Crypto e-commerce platform Bitrefill accuses North Korea of stealing 18,500 purchase records
North Korean hackers targeted cryptocurrency e-commerce platform Bitrefill during an attack on March 1, according to a post-mortem from the company published Tuesday.
In a lengthy statement, Bitrefill said hackers allegedly tied to North Korea’s Lazarus group accessed around 18,500 purchase records that contained email addresses, crypto payment addresses and metadata including IP addresses.
Bitrefill is designed to allow people to live off of cryptocurrency, enabling users to buy digital gift cards or pay bills online with it. The company has partnerships with Amazon, Doordash, Apple, Uber, Walmart and more.
The company first announced issues on March 1 and eventually was forced to take systems offline when it was discovered to be a security breach.

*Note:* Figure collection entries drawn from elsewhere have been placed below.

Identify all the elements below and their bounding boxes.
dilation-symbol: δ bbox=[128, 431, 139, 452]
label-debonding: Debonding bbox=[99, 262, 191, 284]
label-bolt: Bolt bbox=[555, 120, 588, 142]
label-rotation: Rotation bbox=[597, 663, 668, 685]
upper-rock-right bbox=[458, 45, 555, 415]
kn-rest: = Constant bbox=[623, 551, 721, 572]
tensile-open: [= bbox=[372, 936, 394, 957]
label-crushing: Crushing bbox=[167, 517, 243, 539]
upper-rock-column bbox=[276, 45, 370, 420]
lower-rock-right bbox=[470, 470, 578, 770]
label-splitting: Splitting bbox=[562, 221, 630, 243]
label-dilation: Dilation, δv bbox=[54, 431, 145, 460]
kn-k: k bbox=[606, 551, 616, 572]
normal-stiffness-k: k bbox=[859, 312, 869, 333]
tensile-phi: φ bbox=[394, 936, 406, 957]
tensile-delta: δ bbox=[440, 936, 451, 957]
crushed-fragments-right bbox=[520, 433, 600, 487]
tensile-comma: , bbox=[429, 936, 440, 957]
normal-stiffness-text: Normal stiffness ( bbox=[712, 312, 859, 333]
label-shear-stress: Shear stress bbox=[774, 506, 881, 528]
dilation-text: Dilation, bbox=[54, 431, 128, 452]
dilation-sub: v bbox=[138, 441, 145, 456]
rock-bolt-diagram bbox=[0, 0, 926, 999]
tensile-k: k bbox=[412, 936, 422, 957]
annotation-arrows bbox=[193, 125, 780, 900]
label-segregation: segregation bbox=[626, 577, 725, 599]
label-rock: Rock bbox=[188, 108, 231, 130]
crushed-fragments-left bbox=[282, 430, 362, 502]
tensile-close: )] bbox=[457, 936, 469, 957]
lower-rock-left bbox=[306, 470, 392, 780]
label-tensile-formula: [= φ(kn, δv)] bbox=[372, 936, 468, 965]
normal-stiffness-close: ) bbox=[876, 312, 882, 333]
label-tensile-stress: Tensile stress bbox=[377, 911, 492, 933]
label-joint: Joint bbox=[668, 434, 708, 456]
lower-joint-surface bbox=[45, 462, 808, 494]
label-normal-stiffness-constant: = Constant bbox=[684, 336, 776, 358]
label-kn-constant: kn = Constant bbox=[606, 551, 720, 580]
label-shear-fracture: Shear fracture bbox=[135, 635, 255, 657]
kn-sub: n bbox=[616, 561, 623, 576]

The company restored its website and app on March 5, intimating at the time that North Korea was responsible for the attack. Law enforcement and cybersecurity experts assisted in the investigation.

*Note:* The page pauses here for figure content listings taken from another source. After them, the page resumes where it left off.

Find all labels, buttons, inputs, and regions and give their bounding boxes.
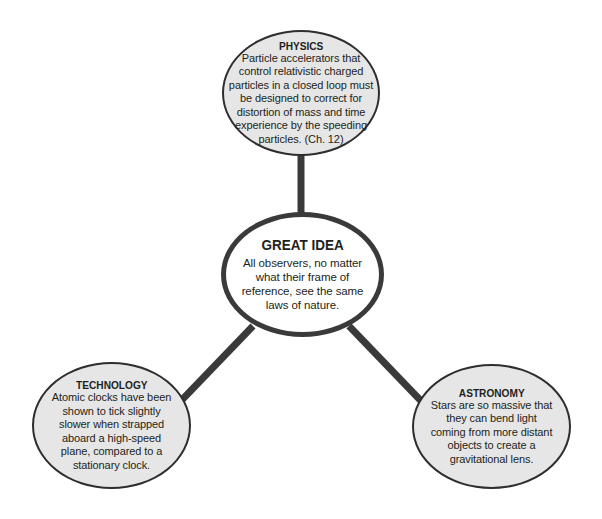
- physics-text: Particle accelerators that control relat…: [227, 52, 375, 147]
- astronomy-text: Stars are so massive that they can bend …: [428, 399, 556, 467]
- great-idea-title: GREAT IDEA: [261, 237, 343, 254]
- connector-center-technology: [178, 326, 253, 404]
- great-idea-text: All observers, no matter what their fram…: [240, 256, 365, 312]
- astronomy-node: ASTRONOMY Stars are so massive that they…: [412, 364, 571, 489]
- physics-node: PHYSICS Particle accelerators that contr…: [222, 30, 380, 156]
- technology-text: Atomic clocks have been shown to tick sl…: [48, 391, 176, 472]
- connector-center-astronomy: [349, 326, 424, 404]
- physics-title: PHYSICS: [279, 40, 323, 52]
- astronomy-title: ASTRONOMY: [459, 387, 525, 399]
- concept-map-diagram: PHYSICS Particle accelerators that contr…: [0, 0, 602, 519]
- technology-title: TECHNOLOGY: [76, 379, 147, 391]
- great-idea-node: GREAT IDEA All observers, no matter what…: [221, 212, 384, 337]
- technology-node: TECHNOLOGY Atomic clocks have been shown…: [32, 362, 191, 489]
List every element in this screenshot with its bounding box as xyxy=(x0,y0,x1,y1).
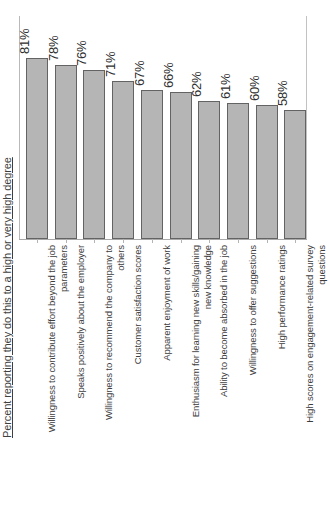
bar-value-label: 66% xyxy=(162,63,175,88)
bar-slot: 67% xyxy=(138,16,167,239)
bar-value-label: 58% xyxy=(276,81,289,106)
x-axis-tick xyxy=(295,239,296,243)
bar-slot: 62% xyxy=(195,16,224,239)
bar-slot: 60% xyxy=(253,16,282,239)
x-axis-tick xyxy=(267,239,268,243)
category-label-slot: Ability to become absorbed in the job xyxy=(195,245,224,525)
category-label-slot: Customer satisfaction scores xyxy=(109,245,138,525)
plot-area: 81%78%76%71%67%66%62%61%60%58% xyxy=(19,16,307,240)
bar[interactable] xyxy=(227,103,249,239)
y-axis-title-container: Percent reporting they do this to a high… xyxy=(0,0,18,440)
x-axis-tick xyxy=(181,239,182,243)
bar-value-label: 61% xyxy=(219,74,232,99)
x-axis-tick xyxy=(66,239,67,243)
bar-value-label: 67% xyxy=(133,61,146,86)
bar[interactable] xyxy=(198,101,220,239)
y-axis-title: Percent reporting they do this to a high… xyxy=(0,0,16,438)
bar-slot: 66% xyxy=(167,16,196,239)
bar-slot: 61% xyxy=(224,16,253,239)
bar-value-label: 78% xyxy=(47,36,60,61)
bar[interactable] xyxy=(256,105,278,239)
bar[interactable] xyxy=(55,65,77,239)
bar[interactable] xyxy=(141,90,163,239)
bar-value-label: 71% xyxy=(104,52,117,77)
bar[interactable] xyxy=(83,70,105,239)
bar-value-label: 76% xyxy=(75,41,88,66)
bar-value-label: 62% xyxy=(190,72,203,97)
bar[interactable] xyxy=(284,110,306,239)
x-axis-tick xyxy=(209,239,210,243)
category-label: High scores on engagement-related survey… xyxy=(304,245,330,517)
category-label-slot: Speaks positively about the employer xyxy=(52,245,81,525)
category-label-slot: Willingness to offer suggestions xyxy=(224,245,253,525)
category-label-slot: High scores on engagement-related survey… xyxy=(281,245,310,525)
category-label-slot: Willingness to contribute effort beyond … xyxy=(23,245,52,525)
x-axis-tick xyxy=(123,239,124,243)
bar-value-label: 81% xyxy=(18,29,31,54)
category-label-slot: Enthusiasm for learning new skills/gaini… xyxy=(167,245,196,525)
bar-slot: 71% xyxy=(109,16,138,239)
bar[interactable] xyxy=(26,58,48,239)
bar-slot: 76% xyxy=(80,16,109,239)
category-label-slot: Apparent enjoyment of work xyxy=(138,245,167,525)
bar[interactable] xyxy=(112,81,134,239)
category-label-slot: Willingness to recommend the company to … xyxy=(80,245,109,525)
x-axis-tick xyxy=(152,239,153,243)
bar[interactable] xyxy=(170,92,192,239)
category-label-slot: High performance ratings xyxy=(253,245,282,525)
x-axis-tick xyxy=(94,239,95,243)
x-axis-tick xyxy=(238,239,239,243)
bar-value-label: 60% xyxy=(248,76,261,101)
bar-slot: 58% xyxy=(281,16,310,239)
x-axis-category-labels: Willingness to contribute effort beyond … xyxy=(19,245,307,531)
bars-container: 81%78%76%71%67%66%62%61%60%58% xyxy=(19,16,307,240)
x-axis-tick xyxy=(37,239,38,243)
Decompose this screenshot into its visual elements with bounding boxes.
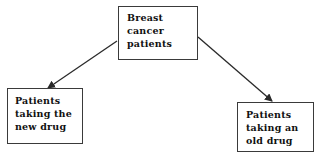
arrow-root-to-new-drug — [48, 41, 117, 88]
arrow-root-to-old-drug — [198, 37, 272, 101]
node-label-line: Patients — [15, 94, 82, 107]
diagram-canvas: Breast cancer patients Patients taking t… — [0, 0, 320, 158]
node-patients-new-drug: Patients taking the new drug — [7, 88, 83, 144]
node-label-line: old drug — [246, 134, 313, 147]
node-label-line: taking an — [246, 121, 313, 134]
node-label-line: taking the — [15, 107, 82, 120]
node-breast-cancer-patients: Breast cancer patients — [118, 6, 198, 60]
node-label-line: cancer — [127, 24, 197, 37]
node-label-line: new drug — [15, 120, 82, 133]
node-label-line: Breast — [127, 11, 197, 24]
node-label-line: Patients — [246, 108, 313, 121]
node-patients-old-drug: Patients taking an old drug — [237, 102, 314, 152]
node-label-line: patients — [127, 37, 197, 50]
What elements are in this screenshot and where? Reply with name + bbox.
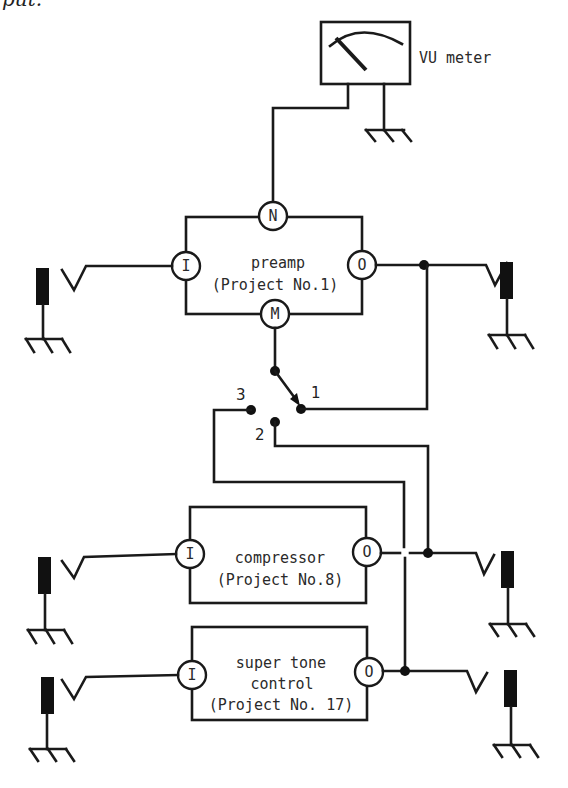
junction-dot <box>400 666 410 676</box>
preamp-name: preamp <box>251 254 305 272</box>
output-plug-icon[interactable] <box>489 262 533 348</box>
selector-switch[interactable]: 1 2 3 <box>236 328 321 444</box>
preamp-project: (Project No.1) <box>212 276 338 294</box>
output-plug-icon[interactable] <box>494 670 538 757</box>
terminal-label: M <box>270 305 279 323</box>
tone-input-jack-icon <box>62 675 178 699</box>
tone-output-jack-icon <box>383 671 487 692</box>
terminal-label: O <box>364 663 373 681</box>
terminal-label: I <box>187 666 196 684</box>
wire-switch3-to-tone-out-upper <box>214 410 404 547</box>
terminal-label: O <box>357 256 366 274</box>
wire-vu-to-preamp-n <box>273 84 348 203</box>
module-preamp: N I O M preamp (Project No.1) <box>172 202 376 328</box>
compressor-input-jack-icon <box>62 554 176 578</box>
preamp-output-jack-icon <box>376 263 507 285</box>
vu-meter-label: VU meter <box>419 49 491 67</box>
compressor-project: (Project No.8) <box>217 571 343 589</box>
switch-position-2-label: 2 <box>255 426 265 444</box>
switch-position-3-label: 3 <box>236 386 246 404</box>
terminal-label: I <box>185 545 194 563</box>
input-plug-icon[interactable] <box>26 268 70 352</box>
tone-name-line1: super tone <box>236 654 326 672</box>
vu-meter: VU meter <box>321 22 491 141</box>
vu-meter-needle-icon <box>336 38 366 70</box>
junction-dot <box>423 548 433 558</box>
module-compressor: I O compressor (Project No.8) <box>176 507 381 603</box>
tone-name-line2: control <box>250 675 313 693</box>
switch-position-1-label: 1 <box>311 384 321 402</box>
preamp-input-jack-icon <box>62 266 172 290</box>
input-plug-icon[interactable] <box>28 557 72 643</box>
tone-project: (Project No. 17) <box>209 696 354 714</box>
compressor-name: compressor <box>235 549 325 567</box>
terminal-label: O <box>362 543 371 561</box>
terminal-label: I <box>181 257 190 275</box>
output-plug-icon[interactable] <box>490 551 534 636</box>
caption-fragment: put. <box>2 0 42 11</box>
compressor-output-jack-icon <box>410 553 494 574</box>
module-super-tone-control: I O super tone control (Project No. 17) <box>178 627 383 720</box>
patch-diagram: put. VU meter N I O M preamp (Project No… <box>0 0 568 788</box>
terminal-label: N <box>268 207 277 225</box>
ground-icon <box>366 84 411 141</box>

In its post-mortem, the company confirmed that based on the tactics, malware, IP addresses, email addresses and blockchain activity, the incident was attributed to hackers connected to North Korea's Lazarus Group.
“The initial access originated through a compromised employee laptop, from which a legacy credential was exfiltrated,” the company said. “That credential provided access to a snapshot containing production secrets. From there, the attackers were able to escalate their access to our broader infrastructure, including parts of our database and certain cryptocurrency wallets.”

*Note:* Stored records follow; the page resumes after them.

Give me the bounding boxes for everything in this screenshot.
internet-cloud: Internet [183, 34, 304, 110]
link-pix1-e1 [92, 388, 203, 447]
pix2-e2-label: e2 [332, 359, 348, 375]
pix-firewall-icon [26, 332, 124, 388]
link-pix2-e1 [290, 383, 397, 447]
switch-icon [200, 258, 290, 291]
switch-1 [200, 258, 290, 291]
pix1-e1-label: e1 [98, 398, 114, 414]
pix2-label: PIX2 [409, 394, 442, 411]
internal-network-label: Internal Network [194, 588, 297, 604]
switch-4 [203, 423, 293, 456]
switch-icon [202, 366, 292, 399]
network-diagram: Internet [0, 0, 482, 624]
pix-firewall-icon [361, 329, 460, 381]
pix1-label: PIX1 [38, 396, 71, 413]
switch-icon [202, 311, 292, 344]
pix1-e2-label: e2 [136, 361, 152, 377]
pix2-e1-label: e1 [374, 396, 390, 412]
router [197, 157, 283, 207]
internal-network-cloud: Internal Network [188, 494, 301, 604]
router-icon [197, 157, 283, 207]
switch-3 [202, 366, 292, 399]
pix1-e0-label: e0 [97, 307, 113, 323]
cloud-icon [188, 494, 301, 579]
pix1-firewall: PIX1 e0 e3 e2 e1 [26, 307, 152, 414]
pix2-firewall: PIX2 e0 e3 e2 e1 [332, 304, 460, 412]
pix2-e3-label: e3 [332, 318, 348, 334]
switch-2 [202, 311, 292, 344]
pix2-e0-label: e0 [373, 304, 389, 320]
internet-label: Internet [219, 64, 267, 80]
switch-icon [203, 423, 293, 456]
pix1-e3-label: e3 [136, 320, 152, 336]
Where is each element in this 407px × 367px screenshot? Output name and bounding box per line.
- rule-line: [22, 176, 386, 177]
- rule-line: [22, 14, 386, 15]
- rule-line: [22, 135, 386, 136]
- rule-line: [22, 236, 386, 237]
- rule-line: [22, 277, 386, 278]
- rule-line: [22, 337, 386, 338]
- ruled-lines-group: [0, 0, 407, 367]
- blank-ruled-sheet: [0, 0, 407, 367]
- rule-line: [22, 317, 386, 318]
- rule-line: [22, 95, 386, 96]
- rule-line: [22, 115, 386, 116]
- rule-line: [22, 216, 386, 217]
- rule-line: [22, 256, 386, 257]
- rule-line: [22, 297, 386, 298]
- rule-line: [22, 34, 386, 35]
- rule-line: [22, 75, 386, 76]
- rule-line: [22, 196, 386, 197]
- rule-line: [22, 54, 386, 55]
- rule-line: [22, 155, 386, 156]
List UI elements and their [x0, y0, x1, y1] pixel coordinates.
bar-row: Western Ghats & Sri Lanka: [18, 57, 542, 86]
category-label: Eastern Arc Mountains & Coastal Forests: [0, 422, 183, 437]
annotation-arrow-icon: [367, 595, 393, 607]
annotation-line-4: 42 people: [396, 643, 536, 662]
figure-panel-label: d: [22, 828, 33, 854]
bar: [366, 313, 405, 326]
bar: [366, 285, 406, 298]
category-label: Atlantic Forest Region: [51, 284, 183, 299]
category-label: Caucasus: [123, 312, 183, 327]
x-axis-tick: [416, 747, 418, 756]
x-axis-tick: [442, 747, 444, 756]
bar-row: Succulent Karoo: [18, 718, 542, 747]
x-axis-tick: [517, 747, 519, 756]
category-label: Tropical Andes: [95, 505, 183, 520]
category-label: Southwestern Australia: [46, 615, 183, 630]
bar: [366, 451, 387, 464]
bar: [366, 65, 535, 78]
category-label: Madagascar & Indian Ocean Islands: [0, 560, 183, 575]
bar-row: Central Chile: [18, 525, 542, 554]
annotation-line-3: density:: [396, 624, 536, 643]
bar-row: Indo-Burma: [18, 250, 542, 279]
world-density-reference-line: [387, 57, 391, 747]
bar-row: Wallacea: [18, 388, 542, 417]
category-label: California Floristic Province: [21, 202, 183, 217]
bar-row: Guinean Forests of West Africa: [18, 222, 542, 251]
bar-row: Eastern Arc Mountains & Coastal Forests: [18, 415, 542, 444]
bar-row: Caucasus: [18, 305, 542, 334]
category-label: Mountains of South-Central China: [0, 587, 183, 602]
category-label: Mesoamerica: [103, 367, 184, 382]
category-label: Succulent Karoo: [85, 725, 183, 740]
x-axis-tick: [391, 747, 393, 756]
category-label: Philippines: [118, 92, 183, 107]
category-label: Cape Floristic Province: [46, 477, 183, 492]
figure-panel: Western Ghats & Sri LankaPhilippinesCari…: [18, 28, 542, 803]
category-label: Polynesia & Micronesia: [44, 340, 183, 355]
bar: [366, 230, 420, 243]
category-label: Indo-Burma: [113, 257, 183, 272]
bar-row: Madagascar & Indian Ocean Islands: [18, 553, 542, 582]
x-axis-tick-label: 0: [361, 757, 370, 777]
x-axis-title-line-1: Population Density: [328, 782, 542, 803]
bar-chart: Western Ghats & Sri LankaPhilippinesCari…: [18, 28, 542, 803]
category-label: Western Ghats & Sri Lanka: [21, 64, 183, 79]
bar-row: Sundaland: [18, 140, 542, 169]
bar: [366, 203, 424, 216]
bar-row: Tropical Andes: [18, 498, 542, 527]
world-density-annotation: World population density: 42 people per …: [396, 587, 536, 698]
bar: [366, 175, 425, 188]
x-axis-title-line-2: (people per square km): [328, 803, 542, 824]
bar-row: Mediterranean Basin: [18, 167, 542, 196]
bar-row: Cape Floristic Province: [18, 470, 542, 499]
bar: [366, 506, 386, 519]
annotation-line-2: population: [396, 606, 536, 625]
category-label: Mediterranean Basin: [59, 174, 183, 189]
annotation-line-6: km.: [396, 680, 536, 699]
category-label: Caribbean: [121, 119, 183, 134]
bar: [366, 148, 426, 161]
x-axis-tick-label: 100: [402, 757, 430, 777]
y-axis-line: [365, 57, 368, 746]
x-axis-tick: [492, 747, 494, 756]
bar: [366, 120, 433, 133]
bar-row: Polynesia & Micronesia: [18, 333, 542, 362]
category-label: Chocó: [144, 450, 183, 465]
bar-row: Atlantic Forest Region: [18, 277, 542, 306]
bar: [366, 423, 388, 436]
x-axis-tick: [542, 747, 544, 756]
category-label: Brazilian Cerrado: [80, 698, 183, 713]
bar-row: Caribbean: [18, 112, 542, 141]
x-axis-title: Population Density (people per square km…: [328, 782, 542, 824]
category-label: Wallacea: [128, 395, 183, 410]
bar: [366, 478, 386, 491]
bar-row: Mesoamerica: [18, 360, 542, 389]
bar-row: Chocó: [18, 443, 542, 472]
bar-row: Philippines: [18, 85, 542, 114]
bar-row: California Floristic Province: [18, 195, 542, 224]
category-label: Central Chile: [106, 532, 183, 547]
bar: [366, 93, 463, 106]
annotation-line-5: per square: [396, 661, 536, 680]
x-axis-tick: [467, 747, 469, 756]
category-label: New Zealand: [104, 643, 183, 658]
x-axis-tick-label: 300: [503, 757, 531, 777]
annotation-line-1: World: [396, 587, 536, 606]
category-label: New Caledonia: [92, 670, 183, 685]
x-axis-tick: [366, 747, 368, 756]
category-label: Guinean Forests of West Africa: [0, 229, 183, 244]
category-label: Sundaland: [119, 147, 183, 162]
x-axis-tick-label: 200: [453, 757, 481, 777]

The breach was discovered because they noticed suspicious purchasing patterns with certain suppliers — tipping off that their gift card stock and supply lines were being exploited.
Some company cryptocurrency wallets were drained and funds were transferred to hacker-controlled wallets.
The statement does not say how much was taken and whether those funds were clawed back. Bitrefill did not respond to requests for comment. The company said it plans to absorb the losses through its operational capital.
Bitrefill claims the hackers were not after their entire customer database and conducted “a limited number of queries consistent with probing to understand what there was to steal, including cryptocurrency and Bitrefill gift card inventory.”
In November, the Justice Department said it was able to seize more than $15 million that had been stolen by Lazarus during four separate incidents in 2023.
Lazarus is allegedly organized within the North Korean Reconnaissance General Bureau and has stolen billions worth of cryptocurrency over the last nine years, with blockchain monitoring firm Chainalysis saying hacking groups connected to North Korea’s government stole $1.3 billion worth of cryptocurrency across 47 incidents in 2024.
Chainalysis reported that more than $2 billion worth of crypto was taken by North Korean hackers last year. Much of the figure is attributed to the $1.5 billion theft from Dubai-based platform Bybit in February, South Korean officials also accused North Korea of stealing $30 million worth of cryptocurrency from crypto platform Upbit.
As seen in the attack on Bitrefill, North Korean actors have typically focused on stealing private keys or secrets that grant a person full control over digital assets.
Since Chainalysis began tracking the figures in 2022, North Korea has stolen $6.8 billion in crypto. The United Nations said in 2024 that it is tracking dozens of incidents over a five-year period that have netted North Korea about $3 billion.
Jonathan Greig
is a Breaking News Reporter at Recorded Future News. Jonathan has worked across the globe as a journalist since 2014. Before moving back to New York City, he worked for news outlets in South Africa, Jordan and Cambodia. He previously covered cybersecurity at ZDNet and TechRepublic.